WHAT COMMUNITARIANISM IS 46

COMMUNITARIANISM EXPLAINED

FOUR BASIC TENETS OF COMMUNITARIANISM: HUMAN DIGNITY, LIBERTY, RESPONSIBILITY, AND OPEN DISCOURSE

INSTITUTE FOR COMMUNITARIAN POLICY STUDIES, 2000; Communitarian

Network - Rights & Responsibilities; http://www.gwu.edu/~icps/rights.html // acs-EE2001

For these reasons, we hold that the rights of individuals cannot long be preserved without a communitarian perspective.

A communitarian perspective recognizes both individual human dignity and the social dimension of human existence.

A communitarian perspective recognizes that the preservation of individual liberty depends on the active maintenance of the institutions of civil society where citizens learn respect for others as well as self-respect; where we acquire a lively sense of our personal and civic responsibilities, along with an appreciation of our own rights and the rights of others; where we develop the skills of self-government as well as the habit of governing ourselves, and learn to serve others-- not just self.

A communitarian perspective recognizes that communities and polities, too, have obligations--including the duty to be responsive to their members and to foster participation and deliberation in social and political life.

A communitarian perspective does not dictate particular policies; rather it mandates attention to what is often ignored in contemporary policy debates: the social side of human nature; the responsibilities that must be borne by citizens, individually and collectively, in a regime of rights; the fragile ecology of families and their supporting communities; the ripple effects and long-term consequences of present decisions. The political views of the signers of this statement differ widely. We are united, however, in our conviction that a communitarian perspective must be brought to bear on the great moral, legal, and social issues of our time.

FOUR CENTRAL VALUES OF DEMOCRATIC COMMUNITARIANISM

ROBERT N. BELLAH, professor of sociology at the University of California, Berkeley, 1995-96, A Defense of "Democratic Communitarianism" The Responsive Community, Volume 6, Issue 1, Winter 1995/96 http://www.gwu.edu/~icps/bellah.html // acs-EE2001

I want to offer four values to which democratic communitarianism is committed and which give its notion of the good somewhat more specificity:

1. Democratic communitarianism is based on the value of the sacredness of the individual, which is common to most of the great religions and philosophies of the world. (It is expressed in biblical religion through the idea that we are created in the image and likeness of God.) Anything that would oppress individuals or operate to stunt individual development would be contrary to the principles of democratic communitarianism. However, unlike its ideological rivals, democratic communitarianism does not think of individuals as existing in a vacuum or as existing in a world composed only of markets and states. Rather it believes that individuals are realized only in and through communities, and that strong, healthy, morally vigorous communities are the prerequisite for strong, healthy, morally vigorous individuals.

2. Democratic communitarianism, therefore, affirms the central value of solidarity. Solidarity points to the fact that we become who we are through our relationships; that reciprocity, loyalty, and shared commitment to the good are defining features of a fully human life.

3. Democratic communitarianism believes in what Boswell has called "complementary association." By this he means a commitment to "varied social groupings: the family, the local community, the cultural or religious group, the economic enterprise, the trade union or profession, the nation-state." Through this principle it is clear that community does not mean small-scale, all-inclusive, total groups. In our kind of society an individual will belong to many communities and ultimately the world itself can be seen as a community. Democratic communitarianism views such a multiplicity of belonging as a positive good, as potentially and in principle complementary.

4. Finally, democratic communitarianism is committed to the idea of participation as both a right and a duty. Communities become positive goods only when they provide the opportunity and support to participate in them. A corollary of this principle is the principle of subsidiarity, derived from Catholic social teaching. This idea asserts that the groups closest to a problem should attend to it, receiving support from higher level groups only if necessary. To be clear, democratic communitarianism does not adhere to Patrick Buchanan’s interpretation of subsidiarity, which projects a society virtually without a state. A more legitimate understanding of subsidiarity realizes the inevitability and necessity of the state. It has the responsibility of nurturing lower-level associations wherever they are weak, as they normally are among the poor and the marginalized. Applying this perspective to current events, at a moment when powerful political forces in the United States are attempting to dismantle a weak welfare state, democratic communitarians will defend vigorous and responsible state action.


_WHAT TO DO_
Give only the number of lines in these records that contain the word "pixels".
START DATA FOR THIS EXERCISE
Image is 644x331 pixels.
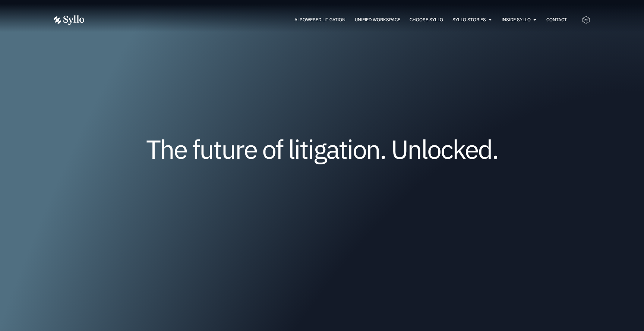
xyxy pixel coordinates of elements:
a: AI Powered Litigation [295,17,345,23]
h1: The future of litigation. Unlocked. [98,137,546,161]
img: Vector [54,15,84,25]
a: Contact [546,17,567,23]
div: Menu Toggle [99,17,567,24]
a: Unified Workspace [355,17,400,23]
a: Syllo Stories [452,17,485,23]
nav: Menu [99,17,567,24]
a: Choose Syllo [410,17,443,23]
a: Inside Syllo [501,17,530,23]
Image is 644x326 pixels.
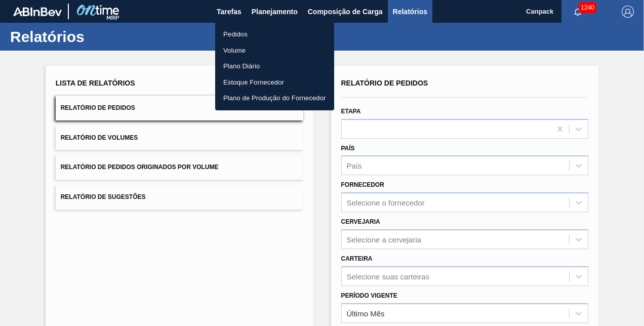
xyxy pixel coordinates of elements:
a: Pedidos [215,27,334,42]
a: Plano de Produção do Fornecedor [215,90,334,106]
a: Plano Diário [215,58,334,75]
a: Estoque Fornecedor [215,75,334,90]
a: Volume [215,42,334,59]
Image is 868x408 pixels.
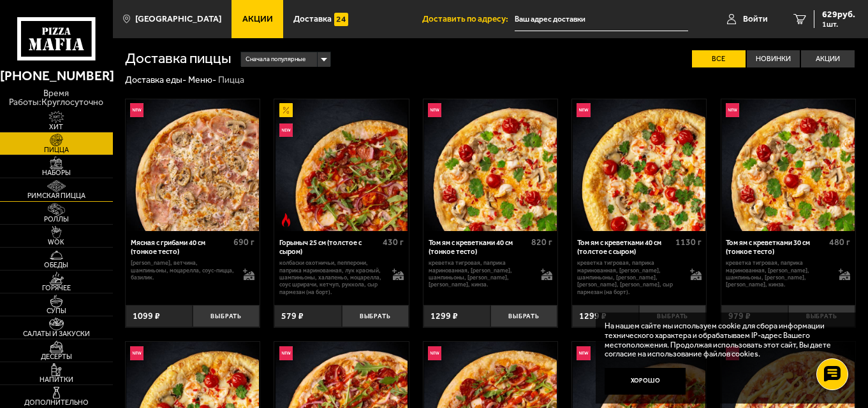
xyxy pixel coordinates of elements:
END DATA FOR THIS EXERCISE
START DATA FOR THIS EXERCISE
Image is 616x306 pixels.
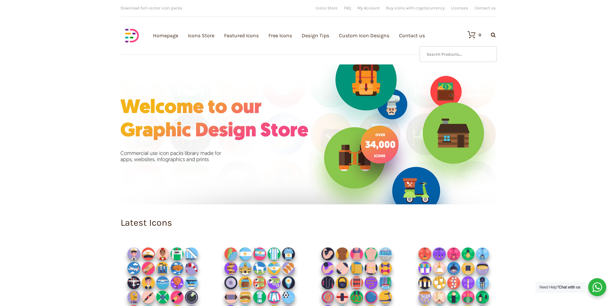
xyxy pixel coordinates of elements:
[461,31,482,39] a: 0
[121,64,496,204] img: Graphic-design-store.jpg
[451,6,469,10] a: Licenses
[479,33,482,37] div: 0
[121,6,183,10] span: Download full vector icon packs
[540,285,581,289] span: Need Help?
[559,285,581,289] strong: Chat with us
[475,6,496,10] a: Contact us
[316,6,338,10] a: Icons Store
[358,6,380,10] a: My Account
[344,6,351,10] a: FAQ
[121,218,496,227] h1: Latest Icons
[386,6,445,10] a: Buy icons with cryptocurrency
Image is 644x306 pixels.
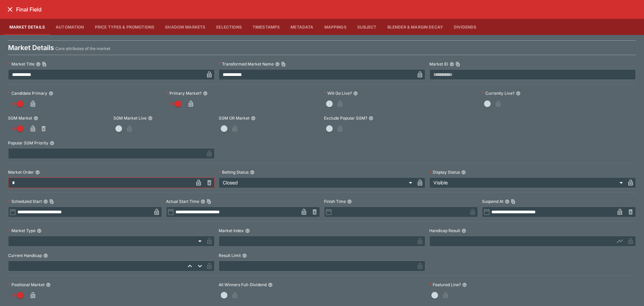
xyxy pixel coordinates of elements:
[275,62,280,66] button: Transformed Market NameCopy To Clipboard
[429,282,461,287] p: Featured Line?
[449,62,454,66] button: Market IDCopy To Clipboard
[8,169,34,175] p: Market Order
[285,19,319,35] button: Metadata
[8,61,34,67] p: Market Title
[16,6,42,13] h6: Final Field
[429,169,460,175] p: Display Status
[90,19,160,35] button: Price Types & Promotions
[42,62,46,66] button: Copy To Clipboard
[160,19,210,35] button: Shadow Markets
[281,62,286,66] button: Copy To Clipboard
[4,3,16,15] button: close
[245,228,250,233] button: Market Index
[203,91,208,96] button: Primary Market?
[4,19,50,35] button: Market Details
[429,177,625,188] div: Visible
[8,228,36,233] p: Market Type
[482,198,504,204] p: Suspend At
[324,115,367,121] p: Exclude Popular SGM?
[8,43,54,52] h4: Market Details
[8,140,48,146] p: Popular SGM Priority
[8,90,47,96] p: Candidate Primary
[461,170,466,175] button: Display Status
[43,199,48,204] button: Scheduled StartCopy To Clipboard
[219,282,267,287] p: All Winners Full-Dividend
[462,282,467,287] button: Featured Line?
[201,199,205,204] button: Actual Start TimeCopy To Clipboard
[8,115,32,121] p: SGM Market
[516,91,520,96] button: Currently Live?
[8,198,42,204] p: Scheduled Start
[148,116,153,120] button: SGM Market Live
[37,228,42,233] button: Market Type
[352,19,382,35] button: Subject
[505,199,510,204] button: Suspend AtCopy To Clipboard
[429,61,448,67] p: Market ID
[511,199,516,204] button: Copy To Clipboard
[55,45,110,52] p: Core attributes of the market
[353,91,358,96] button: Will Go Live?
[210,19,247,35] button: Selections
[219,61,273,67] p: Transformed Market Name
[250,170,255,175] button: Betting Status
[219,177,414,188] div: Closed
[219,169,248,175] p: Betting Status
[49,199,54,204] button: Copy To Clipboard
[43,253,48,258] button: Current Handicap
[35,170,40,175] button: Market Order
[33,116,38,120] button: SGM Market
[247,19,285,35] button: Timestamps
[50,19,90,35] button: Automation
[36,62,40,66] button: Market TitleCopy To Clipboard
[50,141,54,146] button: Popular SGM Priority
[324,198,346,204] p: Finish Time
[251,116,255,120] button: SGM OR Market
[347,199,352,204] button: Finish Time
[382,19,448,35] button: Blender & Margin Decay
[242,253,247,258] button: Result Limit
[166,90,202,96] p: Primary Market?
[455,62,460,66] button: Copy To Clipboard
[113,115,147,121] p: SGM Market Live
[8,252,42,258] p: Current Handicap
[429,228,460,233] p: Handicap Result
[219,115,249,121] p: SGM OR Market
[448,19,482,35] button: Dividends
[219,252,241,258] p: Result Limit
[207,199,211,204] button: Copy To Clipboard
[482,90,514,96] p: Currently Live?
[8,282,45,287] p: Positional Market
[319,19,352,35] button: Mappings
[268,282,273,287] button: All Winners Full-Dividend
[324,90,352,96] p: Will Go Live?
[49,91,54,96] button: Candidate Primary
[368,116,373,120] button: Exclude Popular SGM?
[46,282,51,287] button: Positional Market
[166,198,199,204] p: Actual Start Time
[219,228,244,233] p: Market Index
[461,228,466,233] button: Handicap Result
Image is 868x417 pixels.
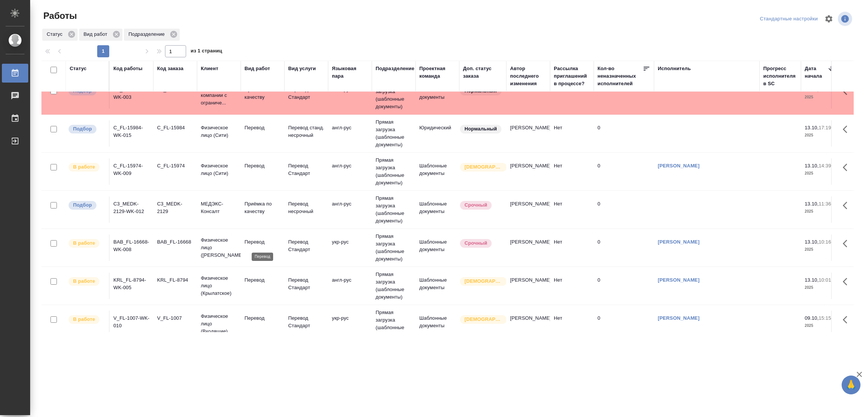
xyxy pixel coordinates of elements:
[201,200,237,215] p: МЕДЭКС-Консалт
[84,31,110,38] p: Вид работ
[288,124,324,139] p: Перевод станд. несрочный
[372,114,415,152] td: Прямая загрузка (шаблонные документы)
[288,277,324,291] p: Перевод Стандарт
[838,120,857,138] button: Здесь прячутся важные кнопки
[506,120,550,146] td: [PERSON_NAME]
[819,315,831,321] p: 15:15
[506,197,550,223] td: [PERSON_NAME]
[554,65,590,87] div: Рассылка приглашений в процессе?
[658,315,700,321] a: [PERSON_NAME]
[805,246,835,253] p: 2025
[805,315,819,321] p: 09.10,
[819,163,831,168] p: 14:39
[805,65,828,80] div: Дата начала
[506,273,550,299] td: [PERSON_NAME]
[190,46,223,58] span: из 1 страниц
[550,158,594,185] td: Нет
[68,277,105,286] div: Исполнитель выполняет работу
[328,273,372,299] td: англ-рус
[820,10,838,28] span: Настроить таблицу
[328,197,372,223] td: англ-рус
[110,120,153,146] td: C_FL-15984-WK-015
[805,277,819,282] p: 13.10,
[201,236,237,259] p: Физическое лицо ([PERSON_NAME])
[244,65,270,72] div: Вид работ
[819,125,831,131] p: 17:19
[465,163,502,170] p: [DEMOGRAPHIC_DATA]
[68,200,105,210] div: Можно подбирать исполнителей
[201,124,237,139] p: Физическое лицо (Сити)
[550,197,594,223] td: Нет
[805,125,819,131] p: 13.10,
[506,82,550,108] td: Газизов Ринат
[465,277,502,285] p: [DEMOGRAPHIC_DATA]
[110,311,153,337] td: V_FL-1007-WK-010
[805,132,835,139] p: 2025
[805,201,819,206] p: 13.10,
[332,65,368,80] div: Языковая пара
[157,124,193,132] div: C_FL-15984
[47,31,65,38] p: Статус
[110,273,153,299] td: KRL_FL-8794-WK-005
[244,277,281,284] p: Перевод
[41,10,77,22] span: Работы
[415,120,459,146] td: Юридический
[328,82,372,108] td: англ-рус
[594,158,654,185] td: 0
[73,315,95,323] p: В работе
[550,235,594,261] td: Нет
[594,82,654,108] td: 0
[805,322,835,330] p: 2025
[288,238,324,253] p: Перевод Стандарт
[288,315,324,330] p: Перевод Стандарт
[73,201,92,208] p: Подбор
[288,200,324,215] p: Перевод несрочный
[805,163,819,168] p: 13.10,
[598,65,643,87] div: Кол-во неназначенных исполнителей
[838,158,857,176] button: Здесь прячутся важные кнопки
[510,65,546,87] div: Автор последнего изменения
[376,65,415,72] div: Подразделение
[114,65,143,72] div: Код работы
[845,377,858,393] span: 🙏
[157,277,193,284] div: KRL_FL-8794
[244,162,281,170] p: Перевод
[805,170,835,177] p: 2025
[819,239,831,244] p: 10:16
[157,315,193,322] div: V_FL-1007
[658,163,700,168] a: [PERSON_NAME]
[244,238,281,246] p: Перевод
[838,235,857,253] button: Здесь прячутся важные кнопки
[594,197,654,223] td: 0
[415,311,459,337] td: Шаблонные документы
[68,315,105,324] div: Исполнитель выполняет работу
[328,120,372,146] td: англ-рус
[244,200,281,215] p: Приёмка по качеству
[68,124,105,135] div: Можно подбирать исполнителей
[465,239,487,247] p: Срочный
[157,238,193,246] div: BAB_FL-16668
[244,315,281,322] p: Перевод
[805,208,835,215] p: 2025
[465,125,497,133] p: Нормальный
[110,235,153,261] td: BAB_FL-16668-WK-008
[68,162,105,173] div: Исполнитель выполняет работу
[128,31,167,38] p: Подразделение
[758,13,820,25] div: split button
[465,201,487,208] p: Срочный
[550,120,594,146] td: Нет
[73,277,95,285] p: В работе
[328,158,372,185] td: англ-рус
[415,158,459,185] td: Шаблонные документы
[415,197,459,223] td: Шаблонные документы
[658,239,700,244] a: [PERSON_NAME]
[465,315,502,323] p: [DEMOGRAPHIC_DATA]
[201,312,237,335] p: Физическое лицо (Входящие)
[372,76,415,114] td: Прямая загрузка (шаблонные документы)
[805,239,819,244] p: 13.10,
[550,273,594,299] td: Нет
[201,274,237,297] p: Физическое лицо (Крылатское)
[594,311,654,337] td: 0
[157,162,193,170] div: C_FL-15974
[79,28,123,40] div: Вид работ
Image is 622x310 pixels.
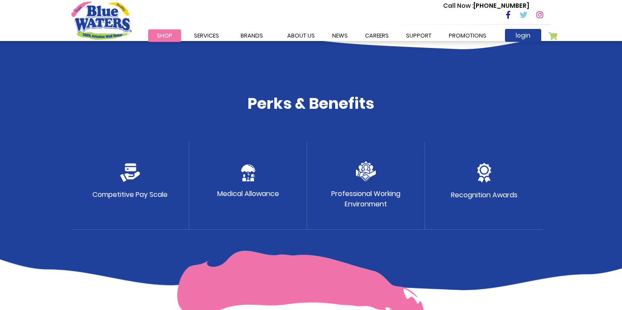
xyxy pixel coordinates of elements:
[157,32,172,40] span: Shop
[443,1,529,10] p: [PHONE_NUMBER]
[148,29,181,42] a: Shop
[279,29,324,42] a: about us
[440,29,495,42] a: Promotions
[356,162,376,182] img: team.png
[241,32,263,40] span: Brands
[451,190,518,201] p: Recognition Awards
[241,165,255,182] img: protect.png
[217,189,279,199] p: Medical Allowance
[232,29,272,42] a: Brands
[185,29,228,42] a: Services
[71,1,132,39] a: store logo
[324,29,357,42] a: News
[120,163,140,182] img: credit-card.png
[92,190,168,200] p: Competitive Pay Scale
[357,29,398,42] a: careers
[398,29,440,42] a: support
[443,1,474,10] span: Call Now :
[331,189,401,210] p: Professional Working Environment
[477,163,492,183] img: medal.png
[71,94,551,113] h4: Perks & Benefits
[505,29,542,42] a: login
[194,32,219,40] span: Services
END DATA FOR THIS EXERCISE
START DATA FOR THIS EXERCISE
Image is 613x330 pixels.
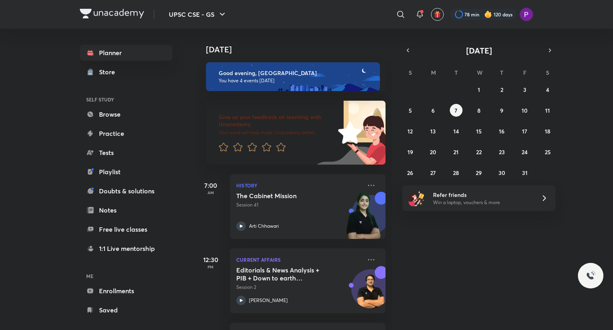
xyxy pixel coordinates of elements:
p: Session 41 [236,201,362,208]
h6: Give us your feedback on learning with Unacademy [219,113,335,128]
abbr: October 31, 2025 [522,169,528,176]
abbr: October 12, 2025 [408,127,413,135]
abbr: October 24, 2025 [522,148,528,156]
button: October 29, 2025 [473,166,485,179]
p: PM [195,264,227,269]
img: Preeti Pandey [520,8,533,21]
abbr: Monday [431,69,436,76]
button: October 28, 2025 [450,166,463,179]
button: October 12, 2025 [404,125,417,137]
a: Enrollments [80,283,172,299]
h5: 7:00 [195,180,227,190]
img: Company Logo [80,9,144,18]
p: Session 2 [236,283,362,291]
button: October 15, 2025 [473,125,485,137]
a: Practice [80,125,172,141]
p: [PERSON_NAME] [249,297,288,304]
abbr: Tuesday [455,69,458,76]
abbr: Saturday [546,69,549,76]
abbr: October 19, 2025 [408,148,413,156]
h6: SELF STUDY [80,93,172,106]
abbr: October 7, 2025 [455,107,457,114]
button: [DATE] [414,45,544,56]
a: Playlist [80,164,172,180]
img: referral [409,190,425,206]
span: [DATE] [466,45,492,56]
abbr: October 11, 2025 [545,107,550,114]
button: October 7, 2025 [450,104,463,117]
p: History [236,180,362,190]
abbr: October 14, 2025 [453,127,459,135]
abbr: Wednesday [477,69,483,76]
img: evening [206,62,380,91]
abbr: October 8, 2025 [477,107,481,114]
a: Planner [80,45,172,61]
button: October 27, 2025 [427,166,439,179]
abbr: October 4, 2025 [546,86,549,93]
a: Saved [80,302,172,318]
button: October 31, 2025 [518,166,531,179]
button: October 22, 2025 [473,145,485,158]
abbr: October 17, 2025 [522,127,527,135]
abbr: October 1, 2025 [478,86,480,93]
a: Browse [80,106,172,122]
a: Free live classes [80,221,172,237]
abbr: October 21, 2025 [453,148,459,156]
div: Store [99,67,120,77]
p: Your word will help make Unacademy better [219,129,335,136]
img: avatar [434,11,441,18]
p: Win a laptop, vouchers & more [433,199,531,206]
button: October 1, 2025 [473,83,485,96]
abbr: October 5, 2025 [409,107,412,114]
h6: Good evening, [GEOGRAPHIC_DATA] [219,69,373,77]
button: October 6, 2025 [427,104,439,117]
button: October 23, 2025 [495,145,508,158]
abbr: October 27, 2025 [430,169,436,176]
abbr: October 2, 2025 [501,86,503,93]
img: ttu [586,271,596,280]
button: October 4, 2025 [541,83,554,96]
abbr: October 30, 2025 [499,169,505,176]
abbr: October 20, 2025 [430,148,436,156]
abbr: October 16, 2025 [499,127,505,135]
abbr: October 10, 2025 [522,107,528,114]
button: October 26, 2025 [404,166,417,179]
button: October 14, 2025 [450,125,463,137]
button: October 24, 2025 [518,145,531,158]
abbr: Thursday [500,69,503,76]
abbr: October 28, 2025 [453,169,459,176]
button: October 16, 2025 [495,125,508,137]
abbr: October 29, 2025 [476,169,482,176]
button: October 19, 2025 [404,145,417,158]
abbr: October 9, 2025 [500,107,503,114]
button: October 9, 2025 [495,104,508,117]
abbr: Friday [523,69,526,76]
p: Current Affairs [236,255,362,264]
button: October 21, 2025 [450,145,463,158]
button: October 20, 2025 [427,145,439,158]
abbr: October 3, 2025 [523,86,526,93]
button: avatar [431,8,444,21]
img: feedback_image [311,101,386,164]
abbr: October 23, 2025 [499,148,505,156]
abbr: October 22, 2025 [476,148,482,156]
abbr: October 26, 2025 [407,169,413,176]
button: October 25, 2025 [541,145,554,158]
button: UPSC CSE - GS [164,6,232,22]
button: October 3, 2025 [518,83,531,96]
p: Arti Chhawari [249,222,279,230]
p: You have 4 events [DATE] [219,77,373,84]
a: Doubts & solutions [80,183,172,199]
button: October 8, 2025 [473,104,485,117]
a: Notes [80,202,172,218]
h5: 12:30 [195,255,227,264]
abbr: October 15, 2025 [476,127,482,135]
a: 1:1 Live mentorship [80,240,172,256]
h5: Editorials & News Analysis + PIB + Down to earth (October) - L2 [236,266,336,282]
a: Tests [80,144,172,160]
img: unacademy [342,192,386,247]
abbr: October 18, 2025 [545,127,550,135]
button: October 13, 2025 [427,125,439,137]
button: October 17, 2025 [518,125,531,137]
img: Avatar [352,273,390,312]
END DATA FOR THIS EXERCISE
_ANSWER TO THIS TASK_
8